Lai Choy Heng, Executive Vice-President for Academic Affairs, is a physicist who has done influential research on quantum computing and has also served NUS as Dean and Vice-Provost.  He is a graduate of the University of Chicago and has, in addition to his expertise in physics, a wide-ranging knowledge of Western classical and jazz music. Choy Heng will be leading our academic programs. I have already, in the last few months since meeting him, come to rely on Choy Heng’s deep knowledge of the National University of Singapore, honed over three decades of service to the university. He is himself a true embodiment of the values of liberal arts education, and it is notable that his son followed in his footsteps at the University of Chicago, where he majored in Computer Science and English. I can think of no one more well suited than Choy Heng to adapting the liberal arts model to the Singaporean context.

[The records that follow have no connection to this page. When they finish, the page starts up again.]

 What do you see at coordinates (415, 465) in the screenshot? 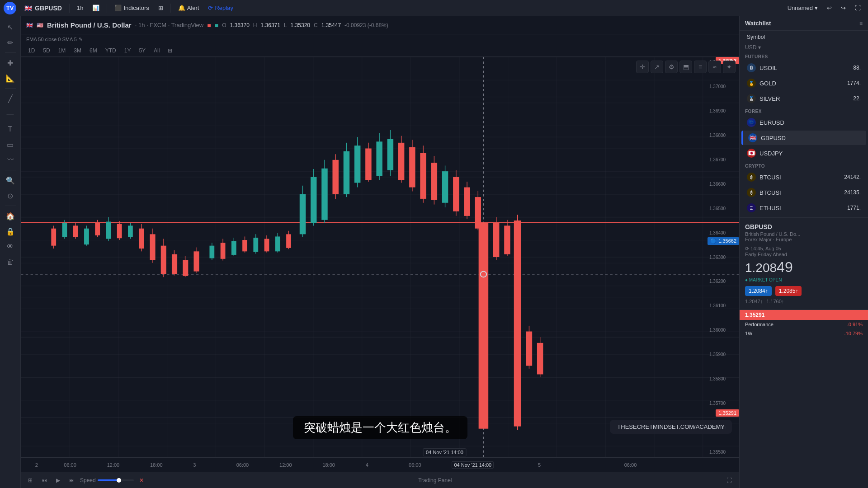
I see `time-0600-3: 06:00` at bounding box center [415, 465].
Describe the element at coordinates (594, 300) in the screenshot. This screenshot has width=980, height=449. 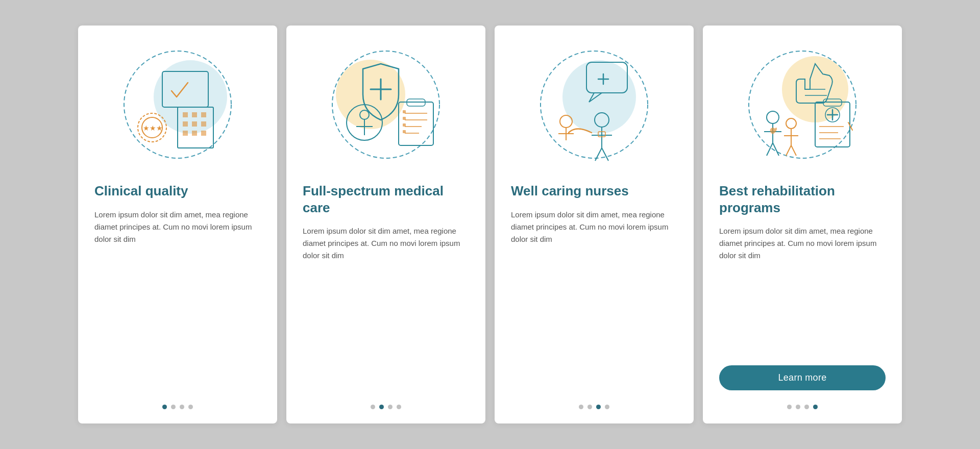
I see `card-3-body: Lorem ipsum dolor sit dim amet, mea regi…` at that location.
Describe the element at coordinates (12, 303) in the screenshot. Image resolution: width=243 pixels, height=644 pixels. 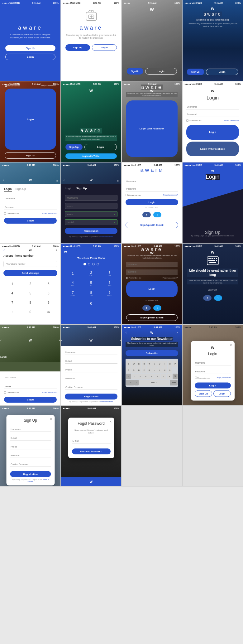
I see `numpad-7: 7` at that location.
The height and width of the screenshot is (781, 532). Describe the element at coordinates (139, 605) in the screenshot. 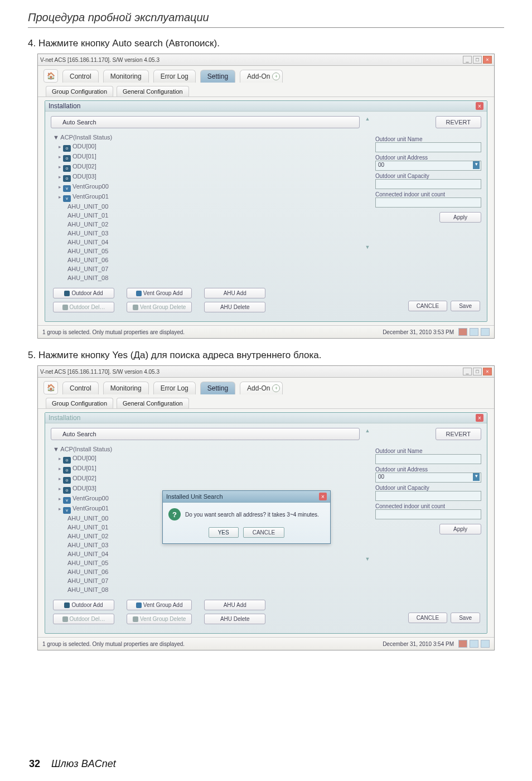

I see `vent-group-icon` at that location.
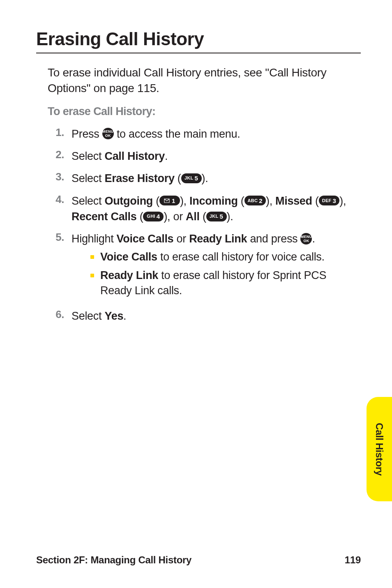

Doris Sohmen-Pao, Executive Vice-President for Administration, is an expert and skilled practitioner in the field of human capital development. Doris studied Politics and Environmental Studies at Princeton before getting her MBA at Harvard. At Princeton, she received the award for outstanding leadership by an undergraduate and went on to serve on the board of trustees as a young alumna. Doris will lead our administrative efforts. Already in the first few months of her appointment, Doris has brought great energy to the staff of 30 who have been working night and day to make this college a reality. Her understanding of both of liberal arts and education in the United States, and of Singapore where she has lived for twelve years, is unparalleled. She spoke very movingly to our first group of admitted undergraduates of the role liberal arts education played in her own life, and I am delighted to have her acumen in business and administrative matters at the service of the educational ideals we all share.

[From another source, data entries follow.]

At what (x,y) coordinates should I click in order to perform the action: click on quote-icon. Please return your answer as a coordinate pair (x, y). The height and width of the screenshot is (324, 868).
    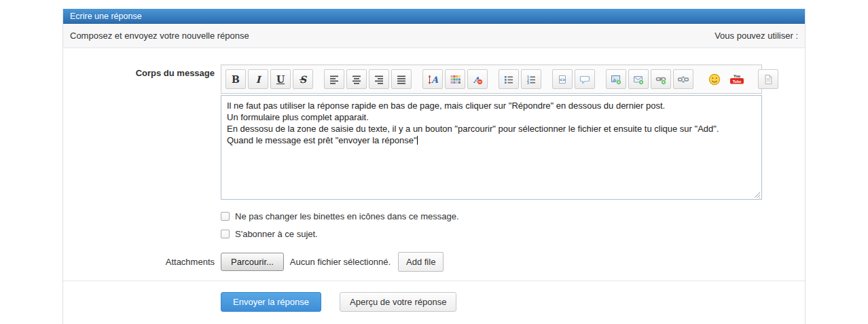
    Looking at the image, I should click on (585, 79).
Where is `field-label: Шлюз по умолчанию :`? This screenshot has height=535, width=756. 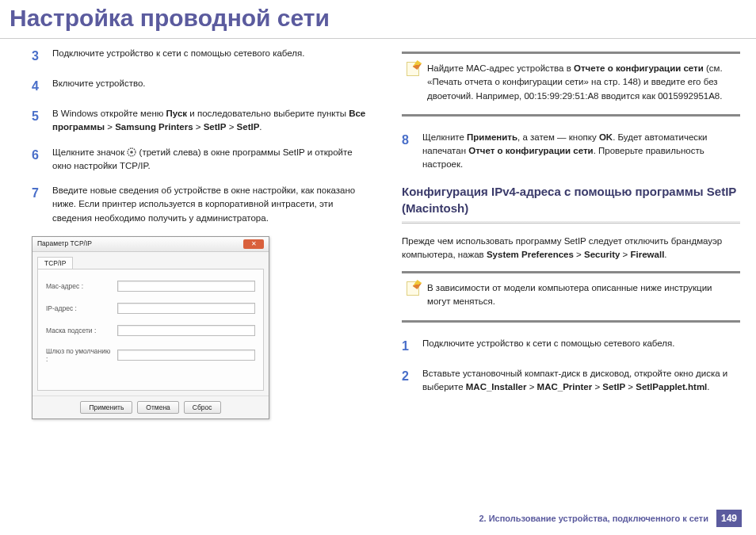 field-label: Шлюз по умолчанию : is located at coordinates (78, 355).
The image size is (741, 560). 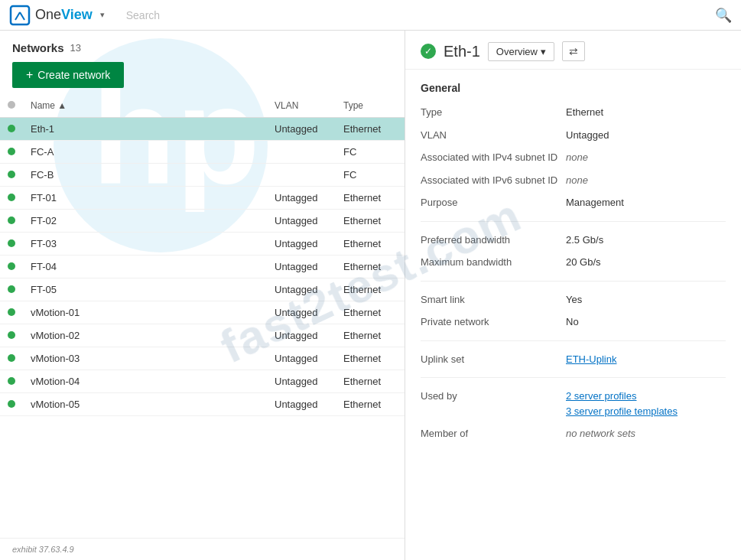 What do you see at coordinates (145, 175) in the screenshot?
I see `row-name-cell: FC-B` at bounding box center [145, 175].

One of the lessons we will underscore for our students is the importance of collaboration and teamwork to maximize the success of almost any venture—and Choy Heng, Doris, and I will be modeling the same sense of teamwork that we want our students to pursue. It is deeply satisfying that the Yale-NUS leadership team includes a professor from each of our partner universities—Yale and NUS—as well as someone who has had such extensive experience in the world of business and academic administration.

I cannot let this moment pass without saluting and thanking Lily Kong, who in her role on the team that studied the liberal arts initiative and then as Acting Executive Vice-President for Academic Affairs at Yale-NUS, has done more than anyone else to bring this partnership so far, so fast. And Lily has been a good friend and mentor to me personally. Fortunately, Lily will continue to advise us on this project as she resumes her role in the broader NUS administration. I am also very grateful to my friend and colleague Charles Bailyn, Professor of Astronomy at Yale, for his continued work as Dean of the Faculty. Charles has shaped the curriculum and recruited the faculty, and one of the great pleasures of this job for me will be continuing our work together.

Yale-NUS College will, I believe, allow students to develop their full potential. Our students will challenge conventional wisdom and will contribute to progress here in Singapore and throughout the world. I am humbled indeed to be able to make my contribution to this great adventure.